Comparing the speeches

An interesting analysis over at Tim Dodds’s Lightwater blog on the leaders’ speeches. I’ve commented.

Opening the Upper House

Packed with cronies or open for applications?

Packed with cronies or open for applications?

It’s a quiet Friday today, not much new in the papers – I’m waiting for the documentation for the October 1 Woking Borough Council meeting to be available.

Looking through some of my recommended blogs, I return to Tim Dodds’s post earlier today about Labour’s Baronesses. I agree with him that it’s a bit of a mockery that these wonks and flunkies hold the same honour as Lady Thatcher, our greatest post-war PM, without having done much, or indeed anything, to have deserved it.

But leaving that aside, I’m interested in his thoughts on how to reform the house of Lords, make it properly democratic and representative, yet also a force for holding the government to account. I think it is also vital to prise away honours system from politicians and the civil service machine. Honours are a great institution of our country – but like much else, they have been brought to the brink of ruin by Labour.

Clearly the current ”life peers” are just a vehicle for government patronage. It’s not democratic, it’s not fair and it has no place in the UK. But a fully-elected chamber would inevitably find itself – even staggering the elections in between parliamentary ones – in a position where it was dominated by a governing party and not able to hold the Commons properly to account.

I was in favour of this arrangement because the American model works well – but am now less sure.

Anything in between is a hotpotch, whether it’s 50% or 70%. Voters have enough difficult understanding how everything works at the moment without having to add another election using yet another system into the mix.

I wonder whether appointment to the Lords shouldn’t be the same as appointment to, say, the magistracy. That is, limited to a particular number of people who apply for the posts in an open process. We don’t need more than 200 members of the Lords, all of whom could be paid a small salary – say £10,000 – plus sensible expenses and apply to an independent board, set up as a charitable trust rather than a quango.

Lords would be selected for appointment by the board and then recommended by the PM to the sovereign. At the beginning of each parliament, the board – not the PM – would work out under proportionality rules the political make-up of the Lords, including cross-benchers, and announce the actual membership during an initial meeting in the chamber. Only those sitting as members will be allowed to use their titles.

The board would then be in charge of monitoring attendance and behaviour of peers, with their party retain only the right to withdraw the whip. Those peers not pulling their weight may find themselves omitted from the next parliament and each year, the board would publish an annual report on its activities and those of peers for consideration by the Privy Council and public.

Obviously it’s impossible to completely exclude political influence from a political institution and the civil service would need to be involved in administering the new arrangements. But the principle of taking politicians’ favours away and handing them to an open and transparent body for due process would be an encouraging and refreshing change. 

Follow

Get every new post delivered to your Inbox.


### [What you will do]
An exact transcription of all the data is the expected reply.

### [Exercise materials]
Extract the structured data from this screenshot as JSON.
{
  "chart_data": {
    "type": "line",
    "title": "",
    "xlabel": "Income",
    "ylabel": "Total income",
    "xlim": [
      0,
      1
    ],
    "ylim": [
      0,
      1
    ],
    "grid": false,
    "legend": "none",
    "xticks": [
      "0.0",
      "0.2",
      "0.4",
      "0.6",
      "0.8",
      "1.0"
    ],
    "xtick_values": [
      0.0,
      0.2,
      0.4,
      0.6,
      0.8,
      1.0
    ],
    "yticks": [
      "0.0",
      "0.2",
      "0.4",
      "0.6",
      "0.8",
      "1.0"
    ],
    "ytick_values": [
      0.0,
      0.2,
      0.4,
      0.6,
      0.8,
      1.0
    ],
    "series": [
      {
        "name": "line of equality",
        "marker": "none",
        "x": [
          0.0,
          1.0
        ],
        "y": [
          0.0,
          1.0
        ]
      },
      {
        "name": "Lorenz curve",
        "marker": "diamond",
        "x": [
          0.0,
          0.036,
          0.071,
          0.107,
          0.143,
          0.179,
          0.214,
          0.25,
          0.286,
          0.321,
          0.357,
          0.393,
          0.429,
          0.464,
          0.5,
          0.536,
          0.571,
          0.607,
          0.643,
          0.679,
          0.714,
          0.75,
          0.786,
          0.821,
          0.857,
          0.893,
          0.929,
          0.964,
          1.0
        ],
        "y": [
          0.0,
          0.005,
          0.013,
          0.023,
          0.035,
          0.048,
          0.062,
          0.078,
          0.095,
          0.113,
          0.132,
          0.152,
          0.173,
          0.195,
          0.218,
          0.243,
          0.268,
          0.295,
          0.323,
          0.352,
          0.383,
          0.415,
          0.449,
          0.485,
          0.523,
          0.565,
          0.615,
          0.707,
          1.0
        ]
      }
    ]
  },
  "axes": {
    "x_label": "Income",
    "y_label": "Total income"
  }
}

### [Exercise response]
Extract the structured data from this screenshot as JSON.
{
  "chart_data": {
    "type": "line",
    "title": "",
    "xlabel": "Income",
    "ylabel": "Total income",
    "xlim": [
      0,
      1
    ],
    "ylim": [
      0,
      1
    ],
    "grid": false,
    "legend": "none",
    "xticks": [
      "0.0",
      "0.2",
      "0.4",
      "0.6",
      "0.8",
      "1.0"
    ],
    "xtick_values": [
      0.0,
      0.2,
      0.4,
      0.6,
      0.8,
      1.0
    ],
    "yticks": [
      "0.0",
      "0.2",
      "0.4",
      "0.6",
      "0.8",
      "1.0"
    ],
    "ytick_values": [
      0.0,
      0.2,
      0.4,
      0.6,
      0.8,
      1.0
    ],
    "series": [
      {
        "name": "line of equality",
        "marker": "none",
        "x": [
          0.0,
          1.0
        ],
        "y": [
          0.0,
          1.0
        ]
      },
      {
        "name": "Lorenz curve",
        "marker": "diamond",
        "x": [
          0.0,
          0.036,
          0.071,
          0.107,
          0.143,
          0.179,
          0.214,
          0.25,
          0.286,
          0.321,
          0.357,
          0.393,
          0.429,
          0.464,
          0.5,
          0.536,
          0.571,
          0.607,
          0.643,
          0.679,
          0.714,
          0.75,
          0.786,
          0.821,
          0.857,
          0.893,
          0.929,
          0.964,
          1.0
        ],
        "y": [
          0.0,
          0.005,
          0.013,
          0.023,
          0.035,
          0.048,
          0.062,
          0.078,
          0.095,
          0.113,
          0.132,
          0.152,
          0.173,
          0.195,
          0.218,
          0.243,
          0.268,
          0.295,
          0.323,
          0.352,
          0.383,
          0.415,
          0.449,
          0.485,
          0.523,
          0.565,
          0.615,
          0.707,
          1.0
        ]
      }
    ]
  },
  "axes": {
    "x_label": "Income",
    "y_label": "Total income"
  }
}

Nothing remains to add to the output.